So, I was given a receiver capable of C-QUAM AM Stereo earlier today ... er, yesterday.
It's a Sony STR-AV790, and the issue was that the display would not light up at all. Problem turned out to be a cold solder joint on the front panel VFD. Heated that one up and it's fine now.
It's certainly rare to see a receiver-amplifier unit designed with radio performance in mind. These days it's usually an afterthought after... HDMI upscaling, optical decoding and all that stuff. The tuning on the FM side was a bit out of whack, for example to pick up 103.9MHz it would have to be tuned to 104.0 to work, and I had to tweak a few inductors to bring it back into line. Anyway, that process was easy because of the sheer amount of FM stations across the Edmonton spectrum to be able to fine tune to, and centering was easy because the stereo decoder only picks up the pilot tone when it's perfectly centered on the freq. Ok, so that's done...
So I'm wondering if there are any AM stereo stations still running in Alberta. I know 880 CHQT was operating in stereo last time I had a chance to mess with a C-QUAM capable radio, but that was also back before they were all-news. That said, when the tuner is set to wideband mode it's definitely higher fidelity than your average modern AM tuner. Same with 580 CKUA. Now I have a stack of 790 CFCW AM Stereo bumper stickers, but I'm pretty sure that's not the case anymore because their signal now is quite narrowband to begin with. 930 CJCA apparently used to be, but I don't know if that's the case anymore either. 660 CFFR was, as well, but with all-news that probably isn't - same with CHQT. 910 CKDQ still has their AM Stereo sign on the highway 1 Strathmore site, and they have rich audio in wideband (when I can null out 930) but the tuner isn't finding it either. What about CKMX 1060?
Mainly, I just need to figure out if I need to also tweak something on the AM side of things as well to get it to work, not surprising considering I had to do that to the FM side, or if it's a case where there are no more AM Stereo stations operating and I'm just trying to tune for nothing. Otherwise the AM tuner has very low internal noise. I was able to pick up 1570 CKMW very well with this receiver... usually most digital tuning radios generate so much electrical noise themselves that I can't get it. The s-meter measures in dB, cool feature, and there are pots inside to calibrate it to a known source if available.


# Exercise goal
Exact copies of the records below are needed, free of pictures.

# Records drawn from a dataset
--------------------
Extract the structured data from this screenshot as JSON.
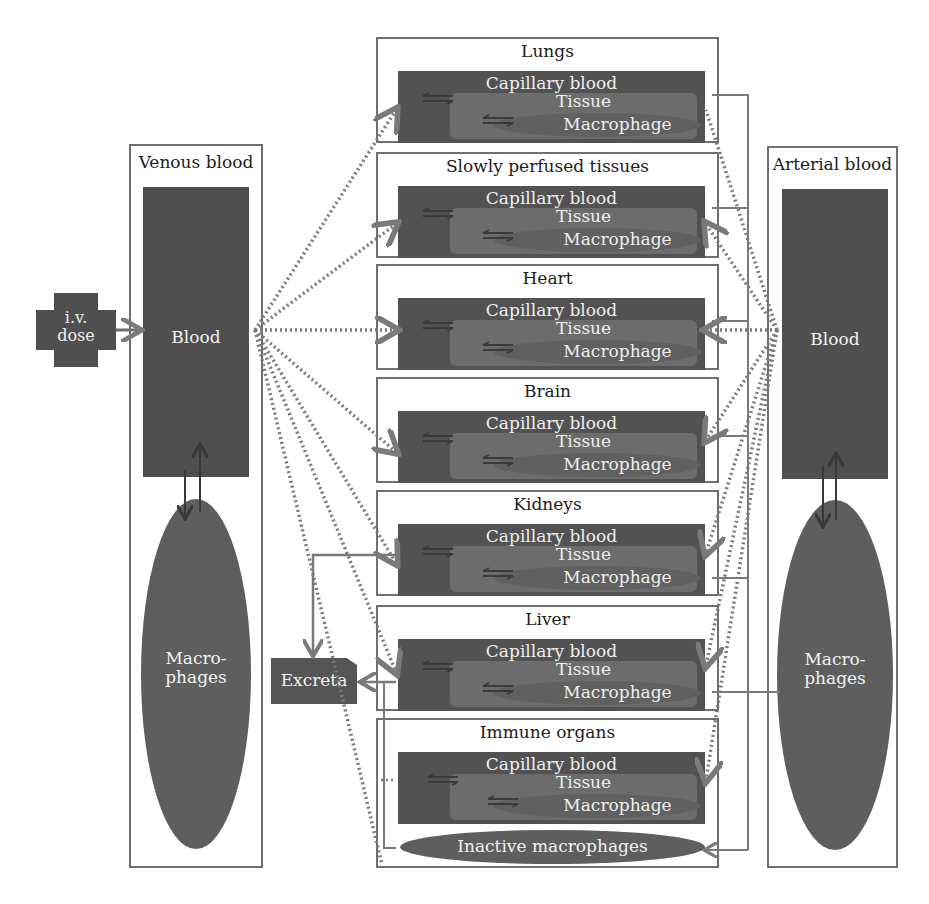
{
  "diagram": {
    "type": "PBPK compartment model",
    "input": {
      "label_line1": "i.v.",
      "label_line2": "dose"
    },
    "venous": {
      "title": "Venous blood",
      "blood_label": "Blood",
      "macrophages_line1": "Macro-",
      "macrophages_line2": "phages"
    },
    "arterial": {
      "title": "Arterial blood",
      "blood_label": "Blood",
      "macrophages_line1": "Macro-",
      "macrophages_line2": "phages"
    },
    "excreta": {
      "label": "Excreta"
    },
    "organs": [
      {
        "name": "Lungs",
        "capillary": "Capillary blood",
        "tissue": "Tissue",
        "macrophage": "Macrophage"
      },
      {
        "name": "Slowly perfused tissues",
        "capillary": "Capillary blood",
        "tissue": "Tissue",
        "macrophage": "Macrophage"
      },
      {
        "name": "Heart",
        "capillary": "Capillary blood",
        "tissue": "Tissue",
        "macrophage": "Macrophage"
      },
      {
        "name": "Brain",
        "capillary": "Capillary blood",
        "tissue": "Tissue",
        "macrophage": "Macrophage"
      },
      {
        "name": "Kidneys",
        "capillary": "Capillary blood",
        "tissue": "Tissue",
        "macrophage": "Macrophage"
      },
      {
        "name": "Liver",
        "capillary": "Capillary blood",
        "tissue": "Tissue",
        "macrophage": "Macrophage"
      },
      {
        "name": "Immune organs",
        "capillary": "Capillary blood",
        "tissue": "Tissue",
        "macrophage": "Macrophage",
        "extra": "Inactive macrophages"
      }
    ],
    "colors": {
      "frame": "#6f6f6f",
      "dark_fill": "#4f4f4f",
      "capillary_fill": "#525252",
      "tissue_fill": "#6c6c6c",
      "macrophage_fill": "#606060",
      "flow_dotted": "#7a7a7a",
      "exchange_arrow": "#3a3a3a"
    }
  }
}
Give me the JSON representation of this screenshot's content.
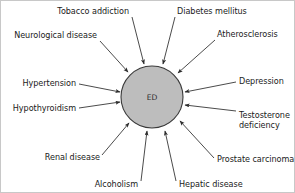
{
  "diagram": {
    "type": "radial-causal-diagram",
    "center": {
      "label": "ED",
      "shape": "circle",
      "fill_color": "#bdbdbd",
      "stroke_color": "#3a3a3a",
      "cx": 151,
      "cy": 96,
      "r": 31
    },
    "arrow_direction": "inward",
    "background_color": "#ffffff",
    "nodes": [
      {
        "id": "tobacco-addiction",
        "label": "Tobacco addiction",
        "lines": [
          "Tobacco addiction"
        ],
        "text_x": 128,
        "text_y": 13,
        "anchor": "end",
        "line_start_x": 131,
        "line_start_y": 16,
        "line_end_x": 143,
        "line_end_y": 63
      },
      {
        "id": "diabetes-mellitus",
        "label": "Diabetes mellitus",
        "lines": [
          "Diabetes mellitus"
        ],
        "text_x": 176,
        "text_y": 13,
        "anchor": "start",
        "line_start_x": 174,
        "line_start_y": 16,
        "line_end_x": 162,
        "line_end_y": 63
      },
      {
        "id": "neurological-disease",
        "label": "Neurological disease",
        "lines": [
          "Neurological disease"
        ],
        "text_x": 96,
        "text_y": 37,
        "anchor": "end",
        "line_start_x": 99,
        "line_start_y": 40,
        "line_end_x": 127,
        "line_end_y": 71
      },
      {
        "id": "atherosclerosis",
        "label": "Atherosclerosis",
        "lines": [
          "Atherosclerosis"
        ],
        "text_x": 216,
        "text_y": 36,
        "anchor": "start",
        "line_start_x": 214,
        "line_start_y": 39,
        "line_end_x": 177,
        "line_end_y": 72
      },
      {
        "id": "hypertension",
        "label": "Hypertension",
        "lines": [
          "Hypertension"
        ],
        "text_x": 75,
        "text_y": 85,
        "anchor": "end",
        "line_start_x": 78,
        "line_start_y": 83,
        "line_end_x": 119,
        "line_end_y": 91
      },
      {
        "id": "depression",
        "label": "Depression",
        "lines": [
          "Depression"
        ],
        "text_x": 238,
        "text_y": 83,
        "anchor": "start",
        "line_start_x": 235,
        "line_start_y": 81,
        "line_end_x": 184,
        "line_end_y": 91
      },
      {
        "id": "hypothyroidism",
        "label": "Hypothyroidism",
        "lines": [
          "Hypothyroidism"
        ],
        "text_x": 75,
        "text_y": 110,
        "anchor": "end",
        "line_start_x": 78,
        "line_start_y": 107,
        "line_end_x": 119,
        "line_end_y": 101
      },
      {
        "id": "testosterone-deficiency",
        "label": "Testosterone deficiency",
        "lines": [
          "Testosterone",
          "deficiency"
        ],
        "text_x": 238,
        "text_y": 117,
        "anchor": "start",
        "line_start_x": 235,
        "line_start_y": 110,
        "line_end_x": 184,
        "line_end_y": 104
      },
      {
        "id": "renal-disease",
        "label": "Renal disease",
        "lines": [
          "Renal disease"
        ],
        "text_x": 99,
        "text_y": 159,
        "anchor": "end",
        "line_start_x": 101,
        "line_start_y": 154,
        "line_end_x": 128,
        "line_end_y": 122
      },
      {
        "id": "prostate-carcinoma",
        "label": "Prostate carcinoma",
        "lines": [
          "Prostate carcinoma"
        ],
        "text_x": 216,
        "text_y": 161,
        "anchor": "start",
        "line_start_x": 213,
        "line_start_y": 157,
        "line_end_x": 179,
        "line_end_y": 120
      },
      {
        "id": "alcoholism",
        "label": "Alcoholism",
        "lines": [
          "Alcoholism"
        ],
        "text_x": 137,
        "text_y": 186,
        "anchor": "end",
        "line_start_x": 140,
        "line_start_y": 180,
        "line_end_x": 146,
        "line_end_y": 130
      },
      {
        "id": "hepatic-disease",
        "label": "Hepatic disease",
        "lines": [
          "Hepatic disease"
        ],
        "text_x": 178,
        "text_y": 186,
        "anchor": "start",
        "line_start_x": 175,
        "line_start_y": 180,
        "line_end_x": 164,
        "line_end_y": 130
      }
    ]
  }
}
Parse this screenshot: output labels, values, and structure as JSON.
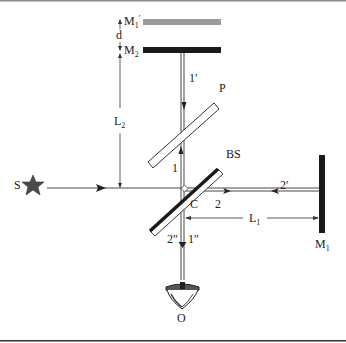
--------------------
# Expected answer
Extract the structured data from this screenshot as JSON.
{
  "diagram": {
    "type": "PBPK compartment model",
    "input": {
      "label_line1": "i.v.",
      "label_line2": "dose"
    },
    "venous": {
      "title": "Venous blood",
      "blood_label": "Blood",
      "macrophages_line1": "Macro-",
      "macrophages_line2": "phages"
    },
    "arterial": {
      "title": "Arterial blood",
      "blood_label": "Blood",
      "macrophages_line1": "Macro-",
      "macrophages_line2": "phages"
    },
    "excreta": {
      "label": "Excreta"
    },
    "organs": [
      {
        "name": "Lungs",
        "capillary": "Capillary blood",
        "tissue": "Tissue",
        "macrophage": "Macrophage"
      },
      {
        "name": "Slowly perfused tissues",
        "capillary": "Capillary blood",
        "tissue": "Tissue",
        "macrophage": "Macrophage"
      },
      {
        "name": "Heart",
        "capillary": "Capillary blood",
        "tissue": "Tissue",
        "macrophage": "Macrophage"
      },
      {
        "name": "Brain",
        "capillary": "Capillary blood",
        "tissue": "Tissue",
        "macrophage": "Macrophage"
      },
      {
        "name": "Kidneys",
        "capillary": "Capillary blood",
        "tissue": "Tissue",
        "macrophage": "Macrophage"
      },
      {
        "name": "Liver",
        "capillary": "Capillary blood",
        "tissue": "Tissue",
        "macrophage": "Macrophage"
      },
      {
        "name": "Immune organs",
        "capillary": "Capillary blood",
        "tissue": "Tissue",
        "macrophage": "Macrophage",
        "extra": "Inactive macrophages"
      }
    ],
    "colors": {
      "frame": "#6f6f6f",
      "dark_fill": "#4f4f4f",
      "capillary_fill": "#525252",
      "tissue_fill": "#6c6c6c",
      "macrophage_fill": "#606060",
      "flow_dotted": "#7a7a7a",
      "exchange_arrow": "#3a3a3a"
    }
  }
}
Give me the JSON representation of this screenshot's content.
{
  "diagram": {
    "type": "radial-causal-diagram",
    "center": {
      "label": "ED",
      "shape": "circle",
      "fill_color": "#bdbdbd",
      "stroke_color": "#3a3a3a",
      "cx": 151,
      "cy": 96,
      "r": 31
    },
    "arrow_direction": "inward",
    "background_color": "#ffffff",
    "nodes": [
      {
        "id": "tobacco-addiction",
        "label": "Tobacco addiction",
        "lines": [
          "Tobacco addiction"
        ],
        "text_x": 128,
        "text_y": 13,
        "anchor": "end",
        "line_start_x": 131,
        "line_start_y": 16,
        "line_end_x": 143,
        "line_end_y": 63
      },
      {
        "id": "diabetes-mellitus",
        "label": "Diabetes mellitus",
        "lines": [
          "Diabetes mellitus"
        ],
        "text_x": 176,
        "text_y": 13,
        "anchor": "start",
        "line_start_x": 174,
        "line_start_y": 16,
        "line_end_x": 162,
        "line_end_y": 63
      },
      {
        "id": "neurological-disease",
        "label": "Neurological disease",
        "lines": [
          "Neurological disease"
        ],
        "text_x": 96,
        "text_y": 37,
        "anchor": "end",
        "line_start_x": 99,
        "line_start_y": 40,
        "line_end_x": 127,
        "line_end_y": 71
      },
      {
        "id": "atherosclerosis",
        "label": "Atherosclerosis",
        "lines": [
          "Atherosclerosis"
        ],
        "text_x": 216,
        "text_y": 36,
        "anchor": "start",
        "line_start_x": 214,
        "line_start_y": 39,
        "line_end_x": 177,
        "line_end_y": 72
      },
      {
        "id": "hypertension",
        "label": "Hypertension",
        "lines": [
          "Hypertension"
        ],
        "text_x": 75,
        "text_y": 85,
        "anchor": "end",
        "line_start_x": 78,
        "line_start_y": 83,
        "line_end_x": 119,
        "line_end_y": 91
      },
      {
        "id": "depression",
        "label": "Depression",
        "lines": [
          "Depression"
        ],
        "text_x": 238,
        "text_y": 83,
        "anchor": "start",
        "line_start_x": 235,
        "line_start_y": 81,
        "line_end_x": 184,
        "line_end_y": 91
      },
      {
        "id": "hypothyroidism",
        "label": "Hypothyroidism",
        "lines": [
          "Hypothyroidism"
        ],
        "text_x": 75,
        "text_y": 110,
        "anchor": "end",
        "line_start_x": 78,
        "line_start_y": 107,
        "line_end_x": 119,
        "line_end_y": 101
      },
      {
        "id": "testosterone-deficiency",
        "label": "Testosterone deficiency",
        "lines": [
          "Testosterone",
          "deficiency"
        ],
        "text_x": 238,
        "text_y": 117,
        "anchor": "start",
        "line_start_x": 235,
        "line_start_y": 110,
        "line_end_x": 184,
        "line_end_y": 104
      },
      {
        "id": "renal-disease",
        "label": "Renal disease",
        "lines": [
          "Renal disease"
        ],
        "text_x": 99,
        "text_y": 159,
        "anchor": "end",
        "line_start_x": 101,
        "line_start_y": 154,
        "line_end_x": 128,
        "line_end_y": 122
      },
      {
        "id": "prostate-carcinoma",
        "label": "Prostate carcinoma",
        "lines": [
          "Prostate carcinoma"
        ],
        "text_x": 216,
        "text_y": 161,
        "anchor": "start",
        "line_start_x": 213,
        "line_start_y": 157,
        "line_end_x": 179,
        "line_end_y": 120
      },
      {
        "id": "alcoholism",
        "label": "Alcoholism",
        "lines": [
          "Alcoholism"
        ],
        "text_x": 137,
        "text_y": 186,
        "anchor": "end",
        "line_start_x": 140,
        "line_start_y": 180,
        "line_end_x": 146,
        "line_end_y": 130
      },
      {
        "id": "hepatic-disease",
        "label": "Hepatic disease",
        "lines": [
          "Hepatic disease"
        ],
        "text_x": 178,
        "text_y": 186,
        "anchor": "start",
        "line_start_x": 175,
        "line_start_y": 180,
        "line_end_x": 164,
        "line_end_y": 130
      }
    ]
  }
}
Parse this screenshot: output labels, values, and structure as JSON.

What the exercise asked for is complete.